I grab my purse and head toward the hall; Peter’s footsteps follow, so I keep talking. “She should be out for another hour or so. Dr. Baker is coming back in a few minutes to remove the electrodes, so you’ll need to get the hair conditioner out of Lily’s bag and comb out whatever glue the acetone doesn’t get to. I will wash it out when we get home.”

“Caroline,” Peter starts.

“Someone from Administration is meeting me in Radiology to take my statement for the accident report.” I ignore Peter and continue. “I shouldn’t be more than a couple hours.”

“Caroline, stop.” Peter grabs my shoulders, swinging me around to face him. “It’s not your fault. You can’t be there all the time, no matter what you’ve been spinning in that stubborn head of yours. You can be pissed at me for saying so. Whatever. Just stop, please.” He rubs my shoulders, placing his forehead against mine. Instead of comfort, it feels like acid where he touches me. He winces as I push him away. Where was this comfort when we were together? Why didn’t it occur to him to treat me with this kind of care when it mattered? Why now?

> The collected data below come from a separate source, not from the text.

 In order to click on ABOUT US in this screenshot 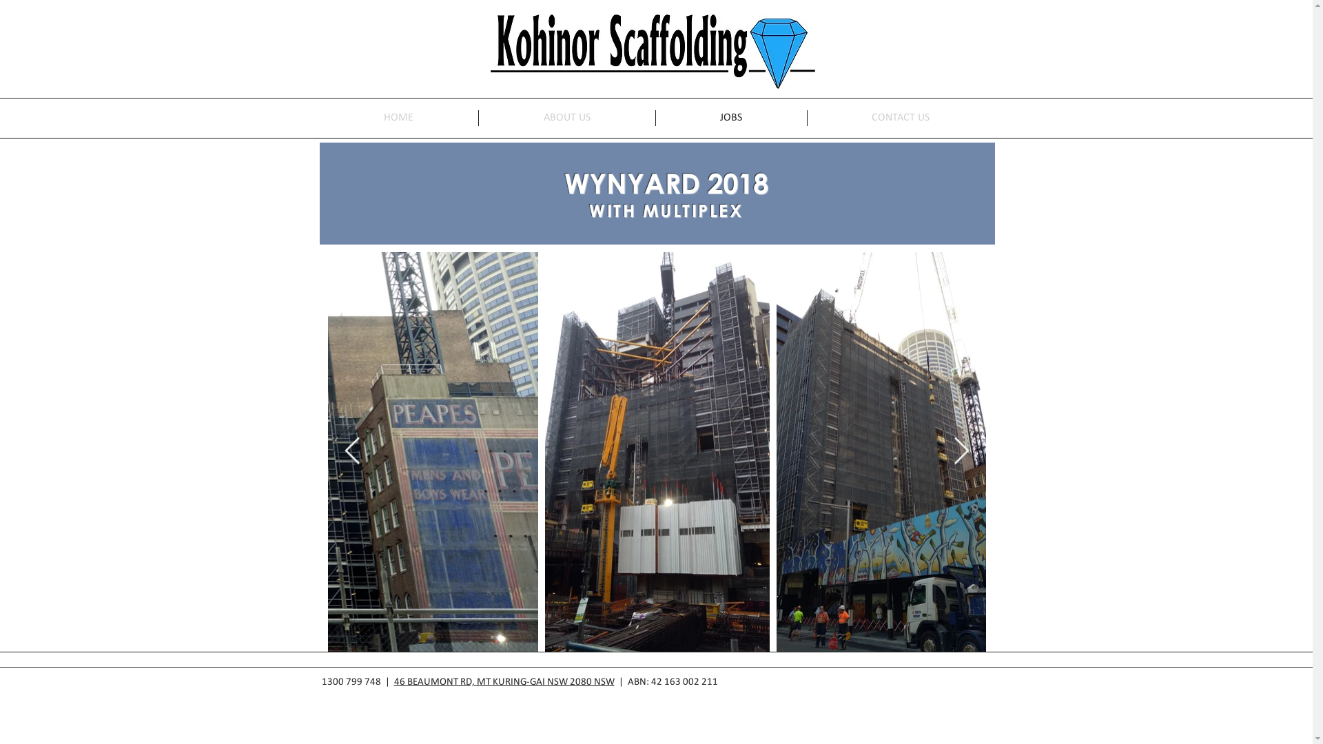, I will do `click(567, 119)`.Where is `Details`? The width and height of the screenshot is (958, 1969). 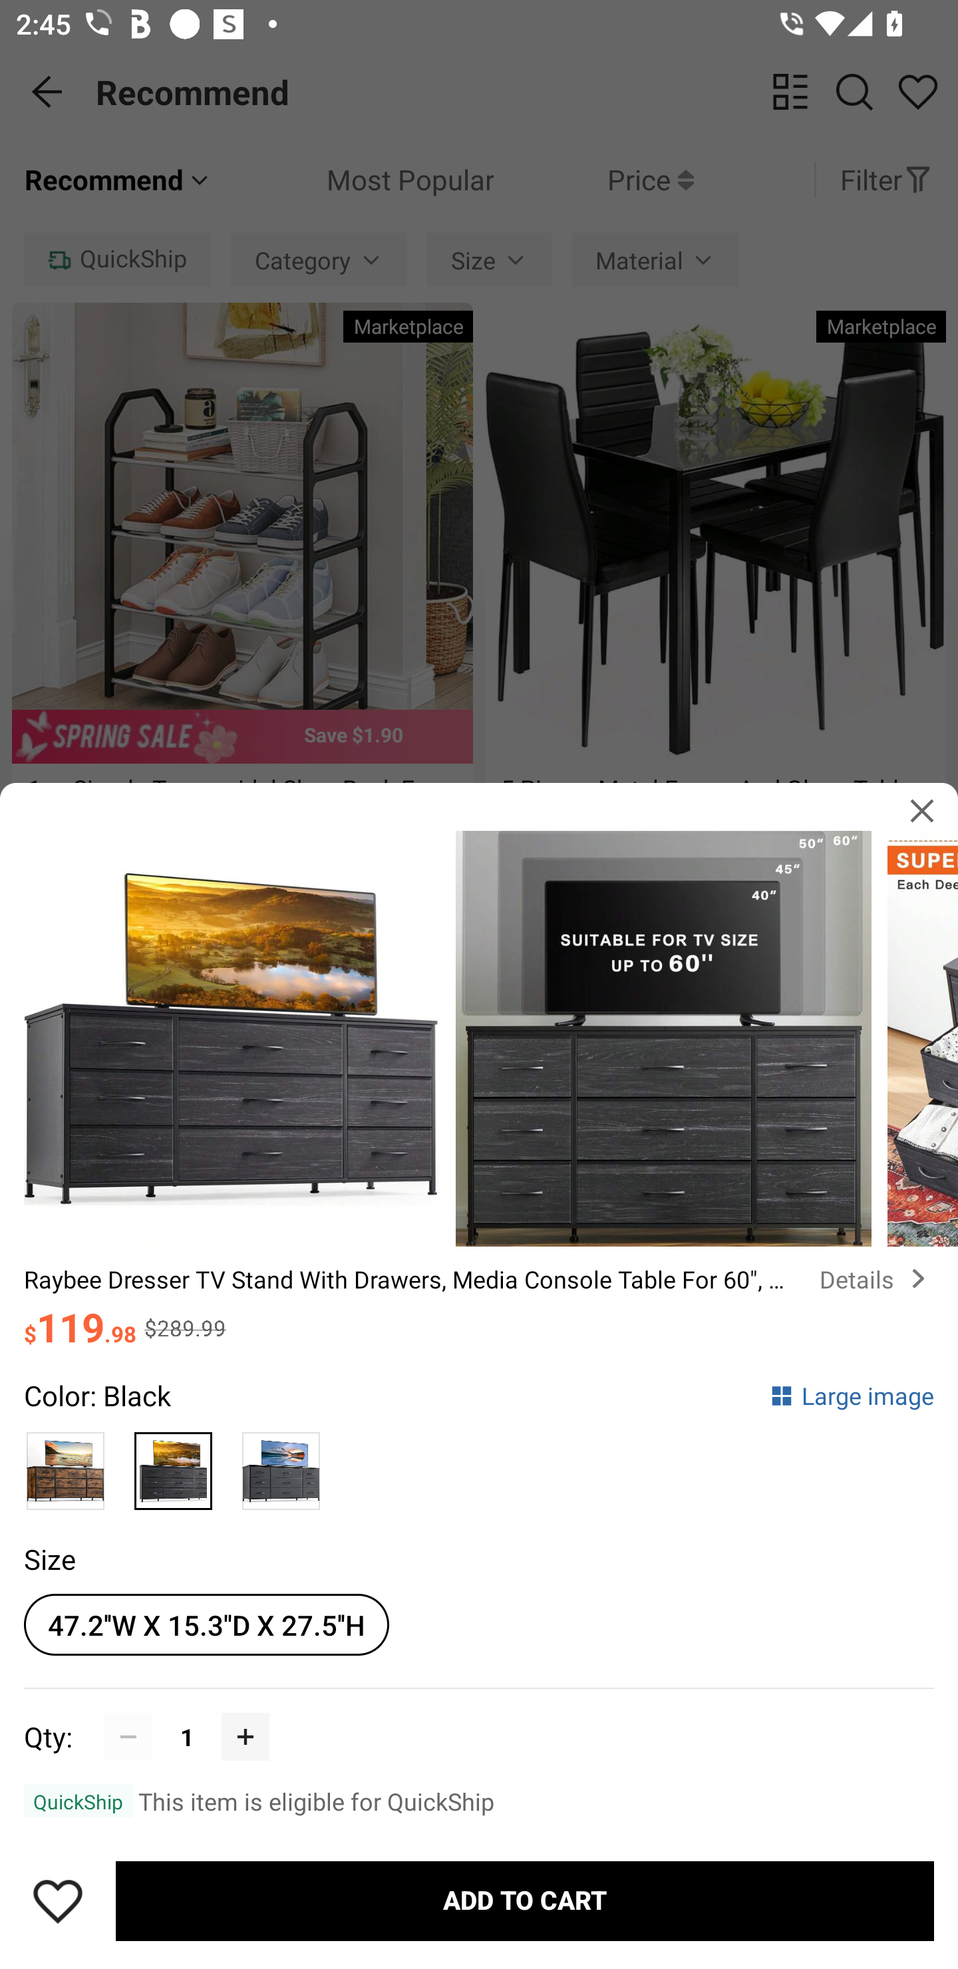 Details is located at coordinates (877, 1278). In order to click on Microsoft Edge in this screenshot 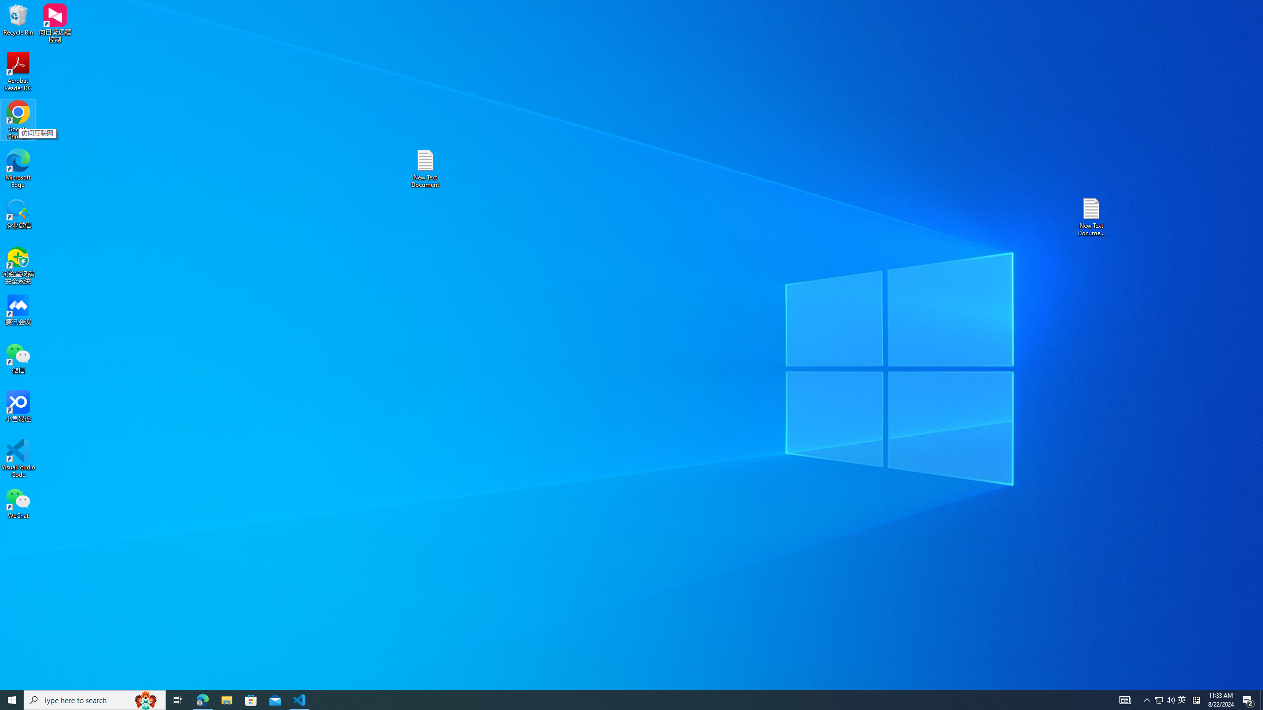, I will do `click(251, 700)`.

“What do you mean, you don’t know what happened?” Peter bellowed. “What else do you have to do but supervise her, Caroline?” His outburst hung like a poisonous cloud in the Urgent Care waiting room. The woman in the seat next to me got up and moved a few rows away. I hung my head in humiliation.

“Will you please keep your voice down, Peter. People are staring at us,” I whispered as I looked around at the curious stares. “I was in the bathroom. It’s not like I left her to fend for herself.”

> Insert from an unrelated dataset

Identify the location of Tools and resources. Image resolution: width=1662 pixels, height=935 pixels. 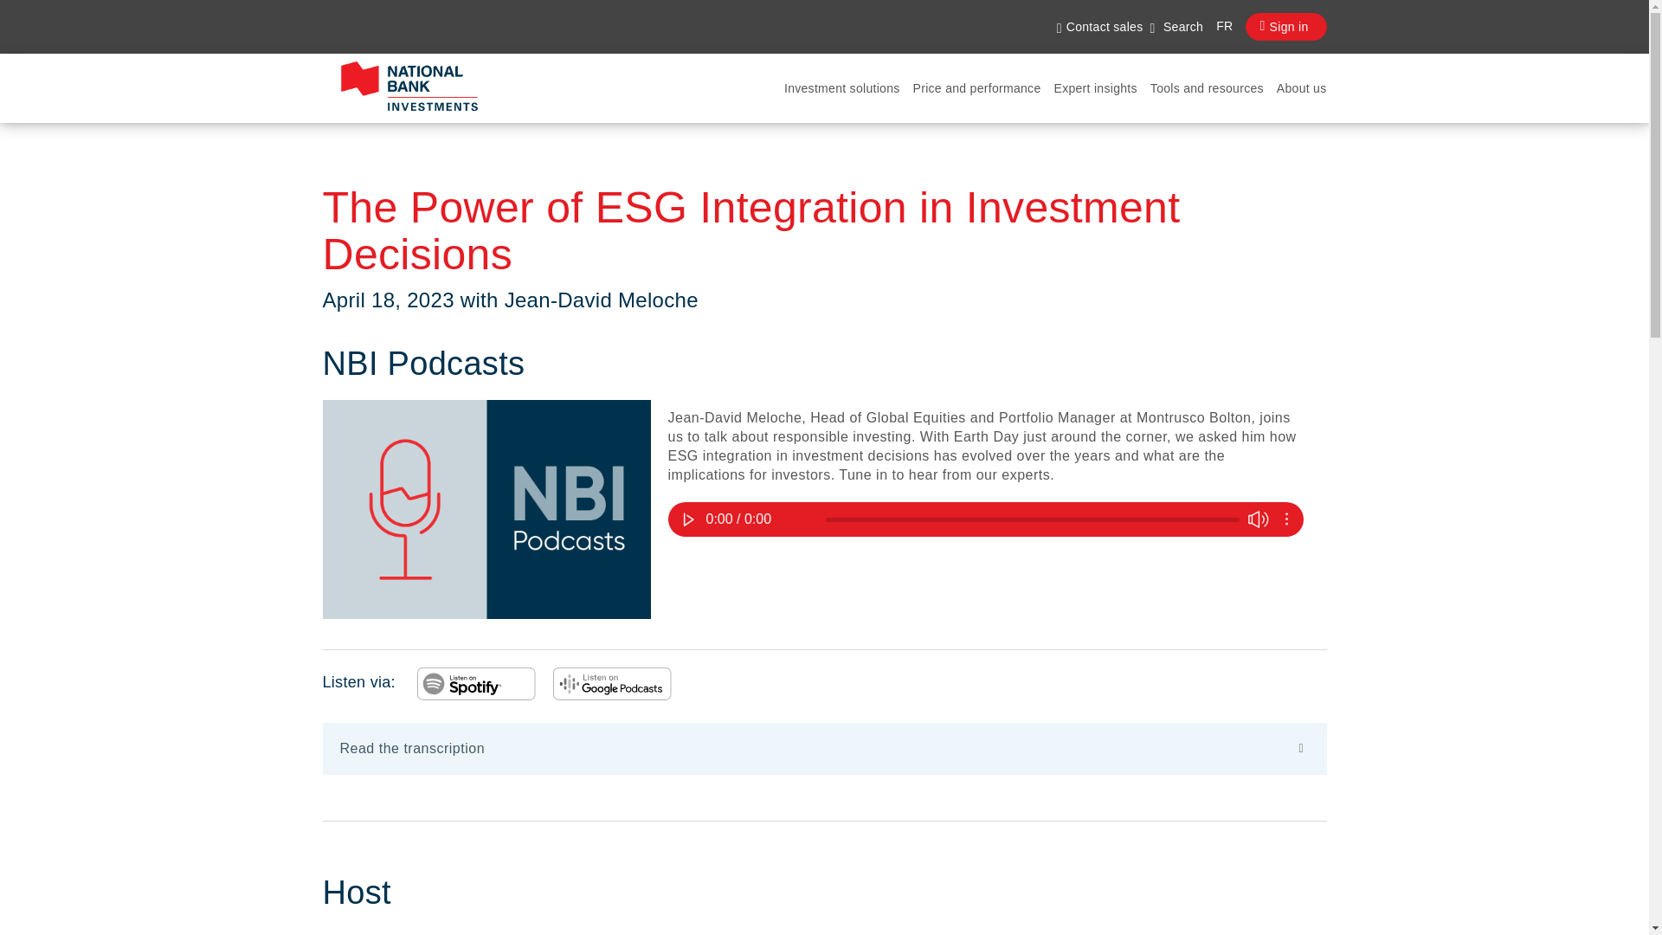
(1207, 88).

“Yeah, well, you left her long enough for her to crack her head open on the coffee table.”

My heart shattered on the impact of his words. I knew that Peter was angry; I was, too. I was exasperated that the moment I took to use the toilet
was also the moment Lily had a seizure and hit her head. I felt more guilt than Peter could’ve fathomed.

“You don’t think I know that? I’m the one who has to live with that on my conscience. For what, Peter? What would you have me do, wet my pants?” I cried. “I know you’re frustrated, Peter. I am too, but you can’t blame me. It’s not fair. I don’t deserve your poison.”

“You should know better than anyone, Caroline,” Peter scoffed. “Life doesn’t give a shit what any of us deserves.”

“Is that what you tell yourself, Peter?” My gentle tone did nothing to soften the sting of the words that followed. “That it’s not your fault you were never there? Screw you.”

Hindsight is always more clear than the present. If I had to pinpoint the moment that our marriage started to fall apart, that day would be it. The memory of those words, and what they did to my heart, fuel the fury building inside me. Peter’s never had to worry about feeling the way I did that day, because Lily’s care has never been his responsibility. It’s
always
been mine. It’s easy to criticize someone else’s efficiency when you’re never around to experience it yourself.